Downsides of coalition govt are as exaggerated as virtues of single-party rule
Stock market jitters over economic prospects under coalition rule are misplaced
Coalitions are as good for the economy as single party rule; sometimes betterr
The stock market’s volatility index has doubled, from the level seen on April 23rd, as traders worry about a BJP majority. In fact, traders should appreciate that the economy is guaranteed to do well, whoever forms the next government.

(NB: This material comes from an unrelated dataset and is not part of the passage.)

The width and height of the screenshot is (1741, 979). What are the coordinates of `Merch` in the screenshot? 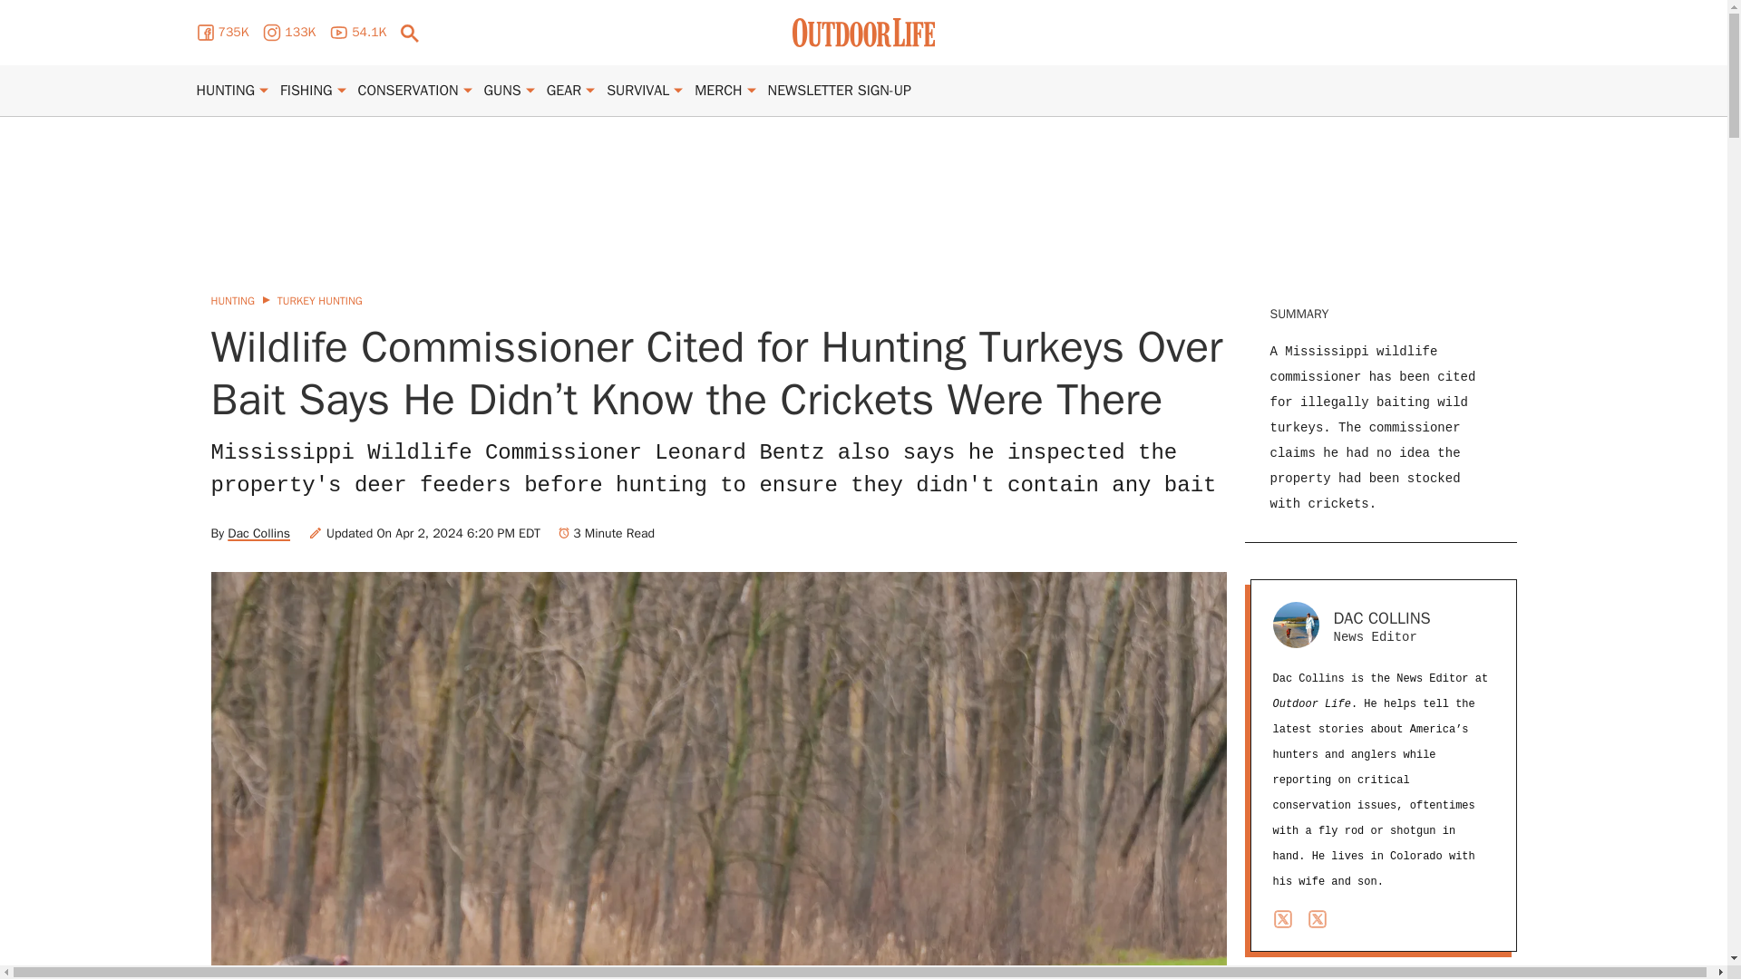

There are three possible outcomes: the BJP gets a majority on its own, as in 2019, the BJP falls short of a majority and becomes dependent on fickle allies, the BJP falls so short of a majority that the Opposition India Alliance gets to form the government. Most people equate a government by a single party that enjoys a majority in Parliament with political stability, efficient decisionmaking and living happily ever after. In this view, coalitions carry the risk of instability, erratic policy and economic woes.
India’s own recent history shows that such views are unfounded. Coalitions create and sustain pro-growth policy and governance, while the benign effects of single-party rule can be exaggerated.
The period 1980-89 was one of stable governments with rock-solid majority support in Parliament. Yet, it was a period of extreme political instability—Assam witnessed a violent anti-foreigner agitation, Punjab saw separatist terrorism, the Tamil separatists of Sri Lanka were killing one another in Tamil Nadu and later turned against the Indian state, going so far as to kill Prime Minister Rajiv Gandhi on his re-election campaign, Kashmir was drowning in militancy and counter-insurgency violence, and an organized campaign to bring down the Babri mosque at Ayodhya was sparking Hindu-Muslim riots across North India.
The Narasimha Rao government that took office in 1991 was a minority government to begin with and acquired a majority half-way through with the help of bribes. But that government launched India’s economic reforms, held elections in Kashmir and Punjab, and gradually stabilized the polity, after ructions in the wake of the Babri mosque demolition and anti-Mandal agitations. The United Front that led the next government was a fractious coalition with two political lightweights as successive prime ministers during its two-year tenure. But it carried forward the economic reform programme.
Dematerialisation of shares, expansion of the scope of foreign institutional investment in the stock markets, a New Exploration and Licensing Policy for hydrocarbons, overhaul of tax rates to bring income tax rates to their lowest ever levels, setting up of the Telecom Regulatory Authority of India – these were significant reforms, and these were carried out by the short-lived coalition that depended on outside support by the Congress and a section of the Left.
The succeeding two coalition governments led by Atal Bihari Vajpayee carried the reform programme forward, bringing down import tariffs, setting up statutory regulators for insurance, pensions and electricity, ending the mess in indirect tax rates by clustering them within three bands and narrowing the gap between the bands, and starting the rural road building programme. It set up the National Pension System, made new recruits to the central government join the NPS and allowed states to voluntarily migrate their pensions to the NPS as well. It opened up insurance to foreign investment, with support from the Opposition Congress, gave fresh banking licences, revamped the Unit Trust of India and reset telecom policy.
It allowed telcos to migrate from licences awarded to those bidding to pay the highest fees to a regime of licence fee as a share of the revenue. Then, it regularized Reliance Telecom’s backdoor entry into mobile telephony, in the process introducing one, intense, tariff-shrinking competition that made mobile telephony affordable by the masses, and, two, the more spectrum-efficient CDMA technology as well as the principle that regulation should not inhibit exploitation of a technology’s full potential merely to spare incumbents additional competition.
The BJP needed the support of its allies within the National Democratic Alliance for the Vajpayee government to survive. This did not prevent that government from adopting pro-growth policies.
The two UPA governments that followed were also true coalitions, given to unseemly political squabbles but still capable of delivering the highest compound annual growth rate sustained over a decade in India’s history till now of 6.8%. It secured and defended the nuclear deal with the US, ending a period of technology denial and strategic isolation by the West, carried out a massive telecom revolution and brought down poverty, maternal and infant mortality rates, innovated public-private partnership in large infrastructure projects, set up the National Payments Corporation, created Aadhaar and the India Stack of APIs that underlie India’s public digital infrastructure, and launched a process of defence modernization, including through local production with foreign direct investment.
Nor is it true that ultra-stable governments take brave decisions and carry through with them. The first Modi government made the economically disastrous decision to demonetize high-value currency notes, killing swathes of small enterprises. It tried to push through changes to the land acquisition law, but withdrew in the face of opposition. In its second term, the attempt to reform agriculture through new farm laws was hamhanded, invited stubborn opposition and was abandoned.
Do not fret about the economic policy of the new government. Worry, if you must, about how inclusive or divisive it would be.